Harpactognathus (meaning "seizing/grasping jaw") is a genus of pterosaur, a group of extinct flying reptiles, that lived during the Kimmeridgian stage of the Late Jurassic period in what is now Wyoming, United States. Harpactognathus is confidently known from a single, incomplete rostrum (front of the skull) found in 1996 at the Bone Cabin Quarry, though an incomplete mandible (lower jaw bone) and humerus (upper arm bone) from the quarry have tentatively been referred to the genus. The rostrum was described by paleontologist Kenneth Carpenter and colleagues in 2003, who named the type and only
Harpactognathus (meaning "seizing/grasping jaw") is a genus of pterosaur, a group of extinct flying reptiles, that lived during the Kimmeridgian stage of the Late Jurassic period in what is now Wyoming, United States. Harpactognathus is confidently known from a single, incomplete rostrum (front of the skull) found in 1996 at the Bone Cabin Quarry, though an incomplete mandible (lower jaw bone) and humerus (upper arm bone) from the quarry have tentatively been referred to the genus. The rostrum was described by paleontologist Kenneth Carpenter and colleagues in 2003, who named the type and only known species, H. gentryii, after Joe Gentry, a volunteer for the Western Paleontological Laboratories in Lehi, Utah.
Harpactognathus is a large-sized pterosaur, with an estimated wingspan of and estimated complete skull length of , making it among the largest known non-pterodactyloid pterosaurs. The rostrum of Harpactognathus is robust, broad, and wider than tall. On the midline of the skull is a premaxillary (front upper jaw bone) crest that may have been extended by soft tissues and used for sexual display or been sexually dimorphic. Due to a lack of remains, much of its anatomy is unknown and can only be inferred from related taxa.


> _Instructions to follow_:
Extract each line of the material that follows exactly and omit its pictures.

> _Records shown_:
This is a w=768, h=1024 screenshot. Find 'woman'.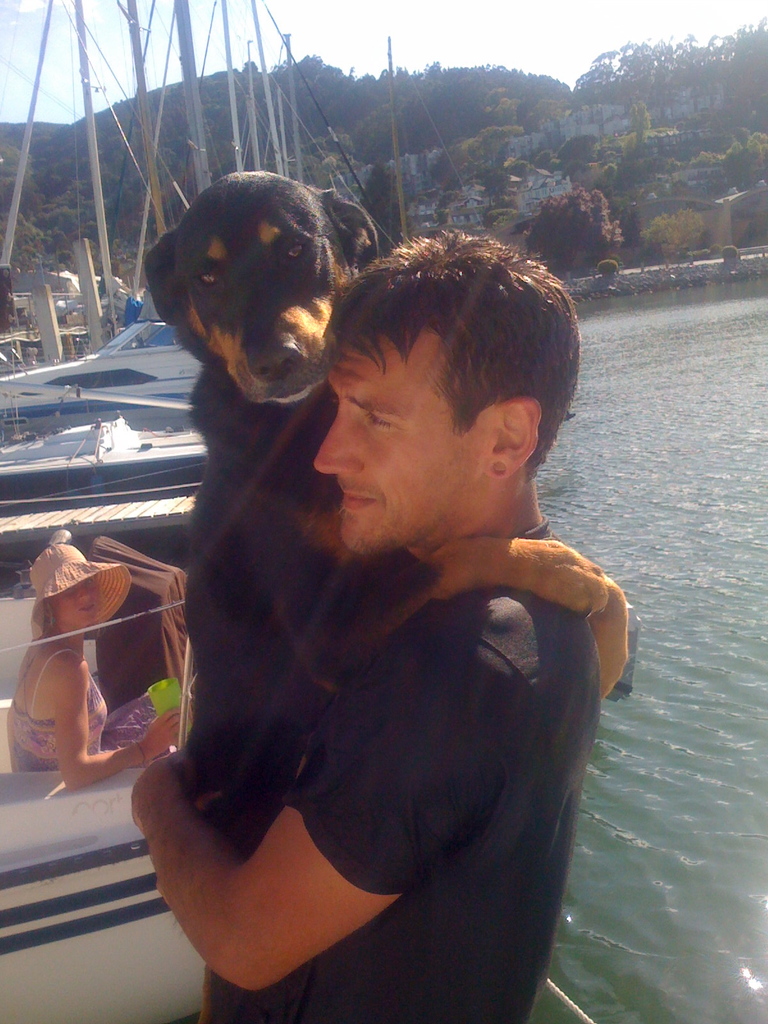
Bounding box: locate(6, 538, 178, 790).
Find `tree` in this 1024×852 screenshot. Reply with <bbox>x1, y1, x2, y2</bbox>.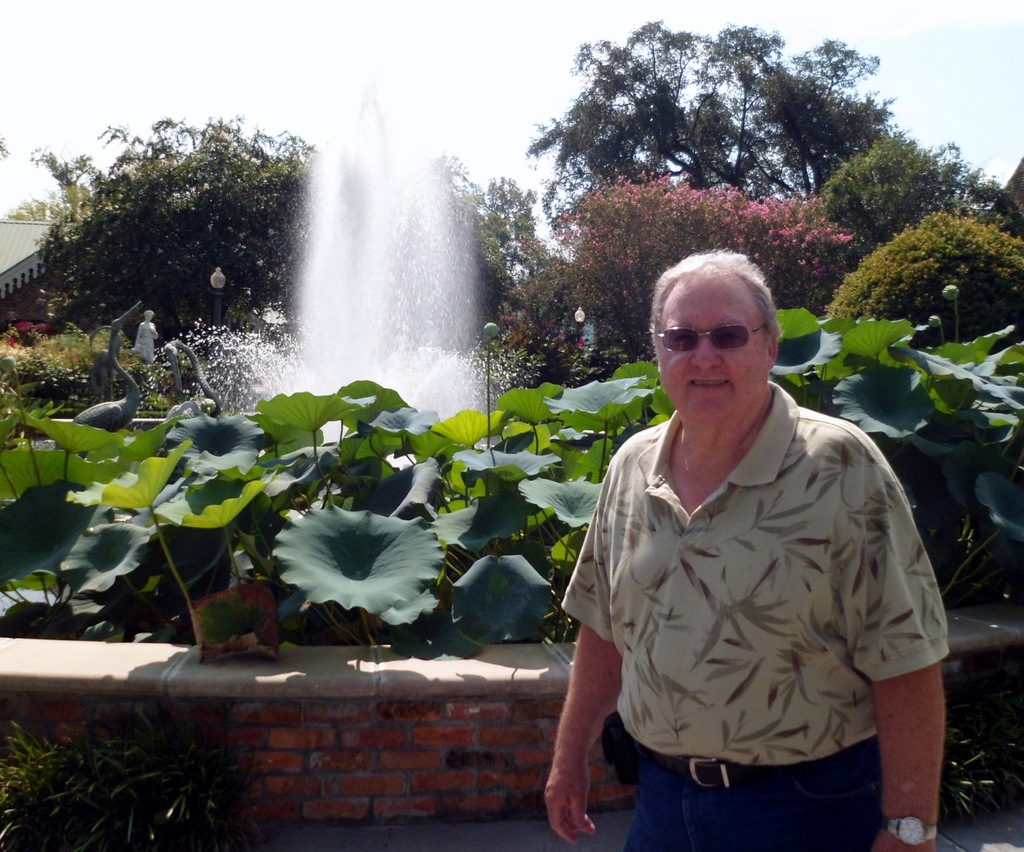
<bbox>818, 125, 974, 236</bbox>.
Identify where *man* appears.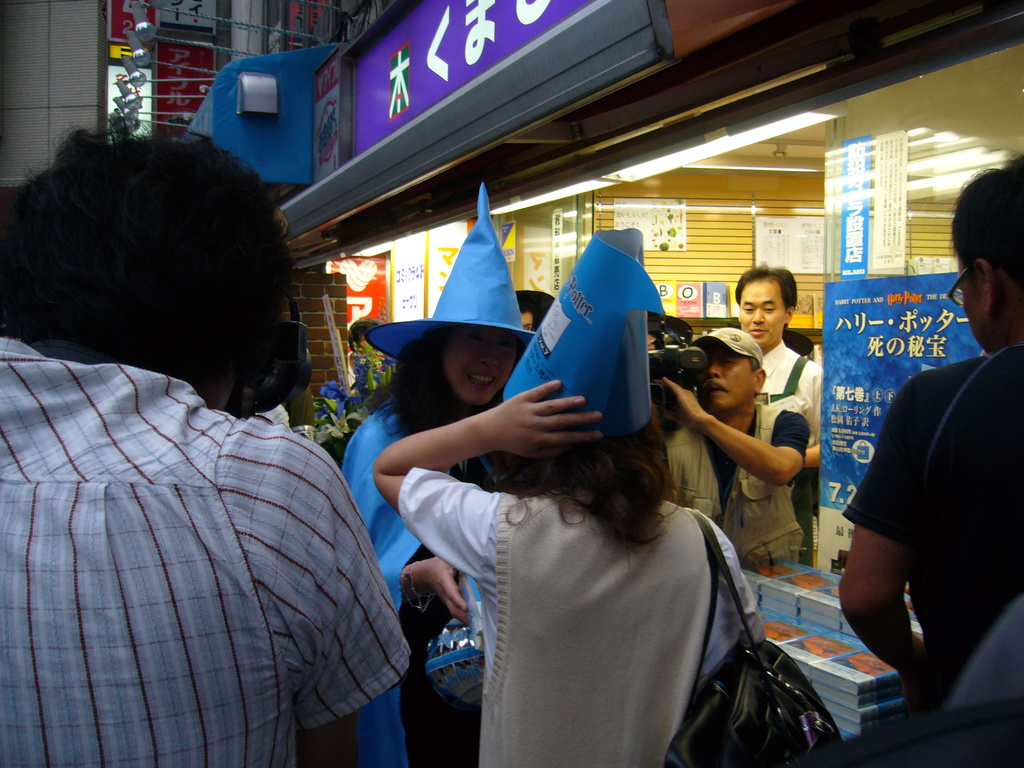
Appears at [x1=0, y1=113, x2=414, y2=767].
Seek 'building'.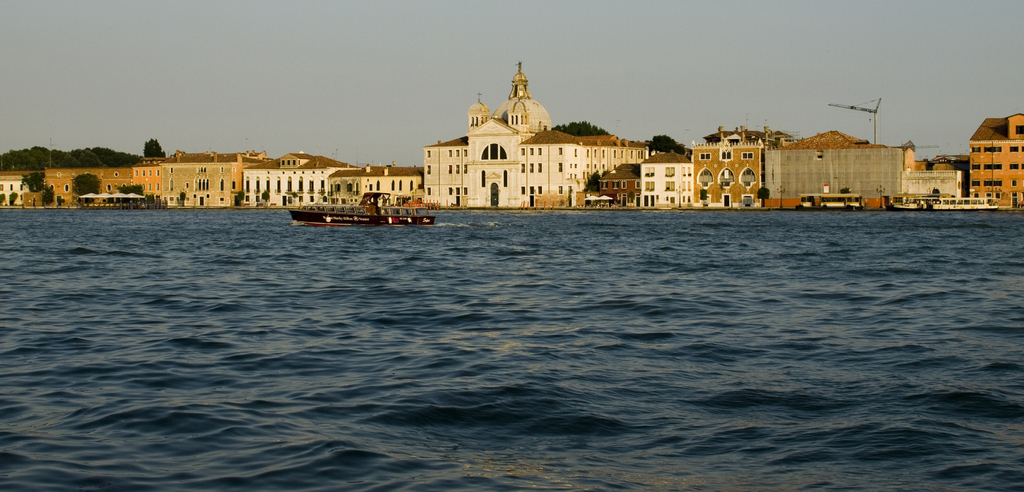
rect(420, 56, 652, 211).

> _The answer_:
This is a w=768, h=1024 screenshot. Find 'woman'.
Bounding box: locate(6, 538, 178, 790).
Find `tree` in this 1024×852 screenshot. Reply with <bbox>x1, y1, x2, y2</bbox>.
<bbox>818, 125, 974, 236</bbox>.
Identify where *man* appears.
Appears at [x1=0, y1=113, x2=414, y2=767].
Seek 'building'.
rect(420, 56, 652, 211).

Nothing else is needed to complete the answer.